The fate of a group of army officers that joined the revolutionary protests last year is still uncertain, reports Mohamed Abdel-Baky
Several of the country's political forces have been protesting in Cairo's Tahrir Square over the last week to press for the release of a group of army officers who were arrested last year because of their participation in a pro-revolutionary demonstration.
The protests, mainly led by the 6 April Youth Movement, called upon President Mohamed Mursi to issue a pardon for the jailed officers, dubbed by the media as the "8 April Officers", and to allow them to return to military service.
"These officers sacrificed their jobs and their future to support the revolutionary principles that brought President Mursi to power. They should be honoured in a public ceremony instead of being jailed," said Ahmed Maher, leader of the 6 April Youth Movement.
Other protests were also staged in several governorates across Egypt, among them Tanta, Minya, Alexandria and Kafr Al-Sheikh, in support of the detained officers.
Two days earlier, the families of the detained officers had organised a sit-in in front of the presidential palace in Heliopolis demanding their release.
The families of the officers said that they were expecting a pardon from the president in the coming days. However, Yasser Ali, spokesperson for the presidency, said in a statement that the issue of the 8 April officers was still under consideration and that no decision had been made.
His comments came in reply to statements made last week by the wife of Ahmed Shoman, one of the jailed officers, who claimed that her husband and the other officers would be released soon.
Speaking to the ONTV satellite channel, Shoman's wife stated that she had received a phone call from a top official informing her that her husband would be released along with the other officers.
The 8 April officers are a group of 26 junior military officers who were arrested and tried before a military court after taking part in a demonstration in Tahrir Square on 8 April 2011 called the "Friday of Trial and Purgation".
Some of the officers joined the protests wearing their military uniforms.
The protesting officers had called for the arrest of former regime figures and the trial of those charged with ordering the killing of peaceful protesters during the 25 January Revolution. They chanted slogans against the then ruling Supreme Council of the Armed Forces (SCAF), accusing it of conspiring against the revolution.
Some of the officers who joined the protests were arrested after the military police raided Tahrir Square on 8 April. Others handed themselves over to the military authorities.
The first group of officers received jail terms ranging from six to 10 years from a military court last year. Shortly afterwards, former defence minister Field Marshal Hussein Tantawi decided to ease their sentences to three years.
Another group of officers received sentences ranging from two to four years.
According to the court, the officers were charged with "committing actions that violate discipline and military regulations" and failing to turn up for duty because they were taking part in protests.

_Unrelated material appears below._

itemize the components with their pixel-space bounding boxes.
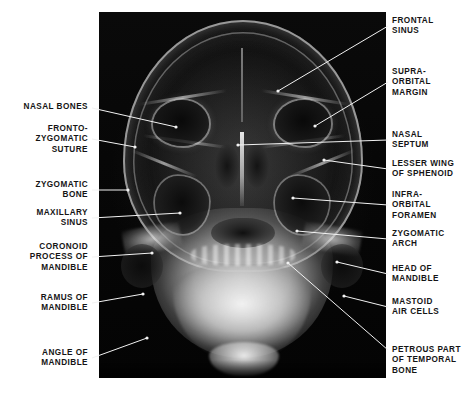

Last April, the Ministry of Defence ordered the conditional release of 22 of the 26 officers. All of the released officers have since been enrolled on a rehabilitation programme at one of the Maadi military hospitals in Cairo.

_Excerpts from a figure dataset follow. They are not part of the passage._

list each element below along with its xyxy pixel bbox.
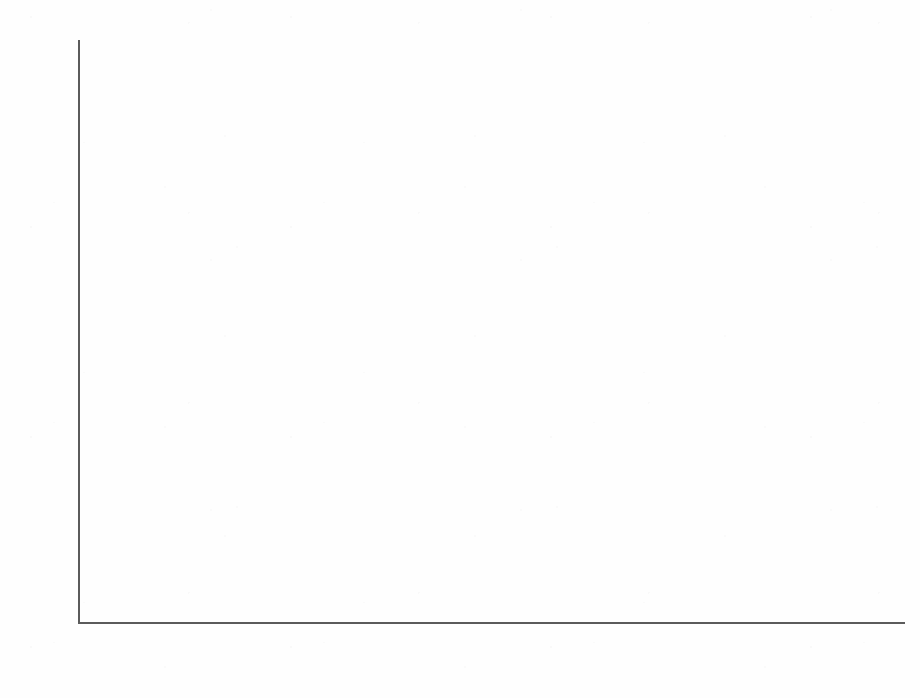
- bars-layer: [78, 40, 905, 623]
- y-axis-tick-labels: [0, 0, 72, 698]
- x-axis-line: [78, 622, 905, 624]
- bar-chart: [0, 0, 920, 698]
- y-axis-line: [78, 40, 80, 624]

Lawyer for the officers Mohamed El-Rayes said that the release of the 22 officers in April was conditional and was not considered an official pardon, which could only be given by the president under Egyptian law.
At the same time, a presidential pardon would not allow the officers to return to duty, as this would be an internal military matter and would have to be looked into by the committee of military officers' affairs.
Al-Rayes noted that the participation of the officers in the protests had taken place in very special circumstances, when all the Egyptian people and the army had revolted against the former Mubarak regime.
"They did nothing outside of this context. The SCAF itself announced its support for the protests and protected the protesters with tanks against the thugs of the former regime," he said.
According to one of the officers who attended the rehabilitation programme, and preferred not to use his name, the officers had spent three days a week attending classes in hospital while spending the rest of the week with their families.
Last week, a video posted on social networks showed one of the officers, who is still detained, demanding his release in the manner of colleagues conditionally released in April.
Officer Mohamed Wadie appears in the 29-minute video sitting on a chair, wearing his army uniform and speaking via his cell phone camera in a bare room. It is not clear how Wadie managed to smuggle the cell phone into the prison or upload the video onto the Internet.
"I didn't make the video to cause problems. I made it because I have questions to which I can find no answers," Wadie said. "My colleagues and I were arrested on the same day and we faced the same charges. So, why were they released and I am still here?"
Wadie has already been tried in four separate cases, and he has been sentenced to a total of five years in prison. One of the charges against him was that he and the other officers had "conspired to cause divisions within the Armed Forces."
"I went to Tahrir Square with my colleagues, hoping to make our country better and our army stronger," Wadie said. He had done the same thing as the military as a whole, he said, which from the beginning had announced its support for the revolution.